Central Square

December 29, 2005

So I have had my office in Central Square, Cambridge, for more than 18 months now. I travel often enough, though, that my actual days in the office are far less than that 18 months suggests. So it is only recently that I have started to feel like Central Square is anything like my turf. If you don’t know Central Square at all, I will be at a loss to explain it well. If you do know Central Square well, you will probably find me to be a rank amateur, a rookie.

Central Square is defined by what it is not as much as by what it is. Central Square is not MIT, and it’s definitely not Harvard, though it straddles Massachusetts Avenue almost exactly equidistant between the two campuses. But while Harvard and MIT are world centers of power, influence, and intellect, Central Square is the center of the city of Cambridge itself—it’s where you will find Cambridge City Hall and the main post office of Cambridge, the headquarters of the Cambridge Police, the Cambridge YMCA and YWCA, and dozens of other municipal and state offices.

Yet Central Square has only a tenuous hold on its role as the municipal center of Cambridge. In the classic tension of town versus gown, Central Square is every bit of town as Harvard and MIT are gown. It has stores that most Harvard and MIT students have never visited and likely never will have to--discount stores and dollar-amas, Goodwill Thrift Stores, and convenience stores that really are Keno parlors that happen to sell cigarettes and candy bars. It has a few bars that attract a younger crowd, but many more that don't--the sort of places that used to be called "Taps"--where older men nurse a few drinks for hours.

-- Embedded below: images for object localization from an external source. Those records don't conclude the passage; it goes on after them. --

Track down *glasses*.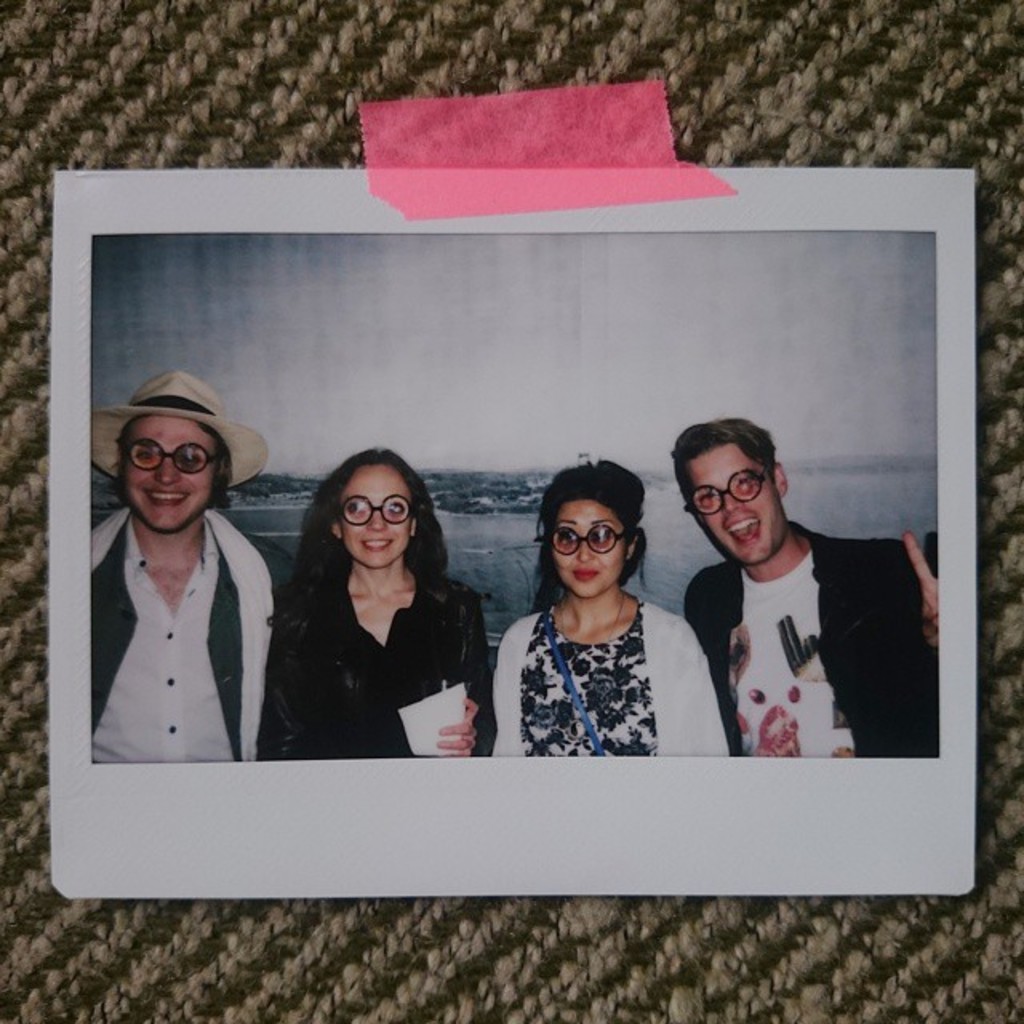
Tracked to <region>550, 525, 635, 554</region>.
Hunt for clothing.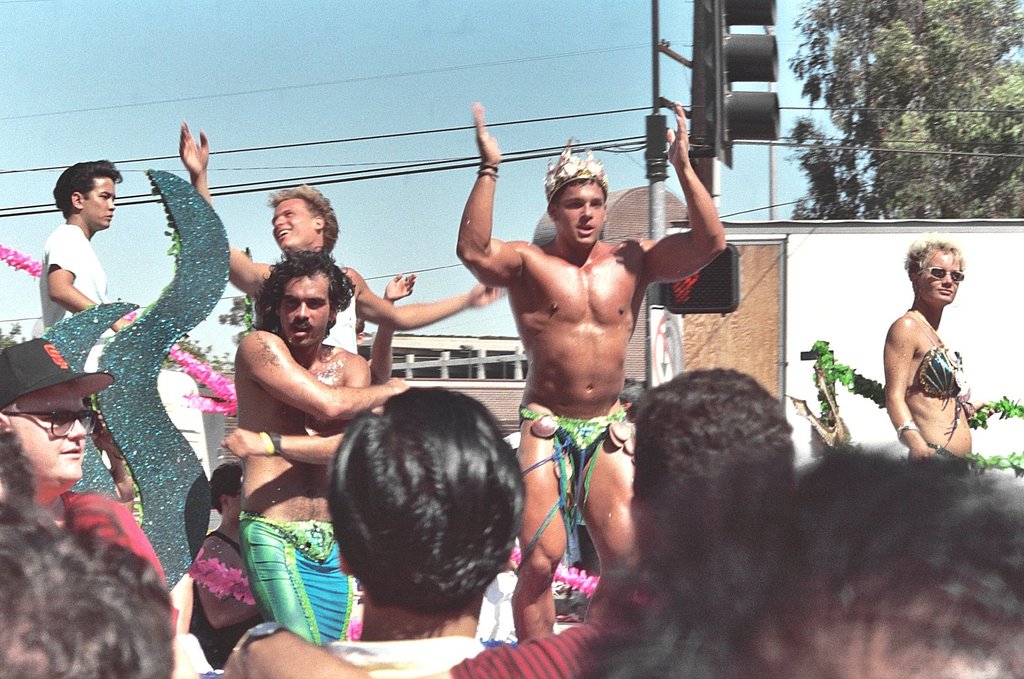
Hunted down at (910,348,964,396).
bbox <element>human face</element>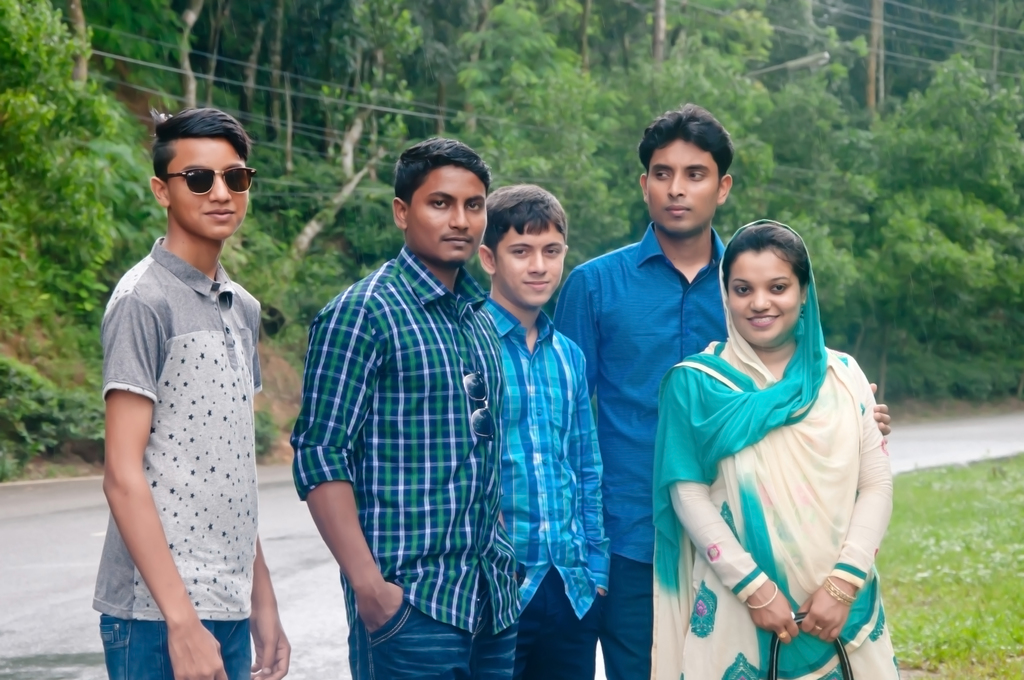
[168,136,250,239]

And it has street people. I started to write "homeless people," but I honestly don't know if they are homeless or not. Many of them are fighting one demon or more. They talk to themselves. They wander aimlessly. They ask you for money--some of them more menacingly than others. They idle at the benches, at the corners, and in the cavernous Dunkin Donuts where I get my morning coffee. One hot day this August, a giant of a man stood stalk still in the middle of Massachusetts Avenue, stopping all traffic, and then lay down. He didn't budge when first one pair of cops, then another, tried to rouse him. I watched for about 10 minutes, some EMTs arrived, and I moved on. The other day I watched a man wretching into a trash barrel, his female companion, nonplussed, waiting next to him. A couple of months ago, a handsome young black man sprinted by me on the sidewalk, three uniformed cops huffing and puffing behind him. No one took much notice.

You get the picture.

Yet despite these problems, Central Square has a lot of good things to point at. You can find almost any kind of restaurant in Central Square. It cornered the Boston-area market on Indian food ages ago, and you can walk for five minutes through Central Square and find excellent Korean, Vietnamese, Thai, Mexican, Bengali, Ethiopian, and Tibetan food. The last few years have seen upscale restaurants move in, but the mix of restaurants is far more interesting than any single one. I have guessed, but have yet to prove, that you could eat at a different restaurant every day for several months before starting to repeat yourself.

And it has vitality. Central Square is never empty, and it is rarely quiet. It has the dollar-amas and the thrift stores, but it also has bookstores, record stores, artisan shops, ethnic food stores, and more liquor stores in a few blocks than any neighborhood should have. Cheapo Records, the first used record store that I haunted, is still there, as are independent book stores and a Ten Thousand Villages, which sells fairly traded handicrafts from around the world.

It is all these things together that make Central Square so appealing to me. It is the good and the bad, the seedy and the hip, the way it struggles and the way it somehow thrives. When I climb the stairs out of the subway in the morning, I know I'm not stepping onto some chic avenue or into the hermetic seal of an office tower. I'll duck in and out of Dunkin Donuts, fend off an angry beggar or two. And then I'll make my way down the wide sidewalk of Massachusetts Avenue, and take in a few minutes of Central Square before reaching my office and the business of the day.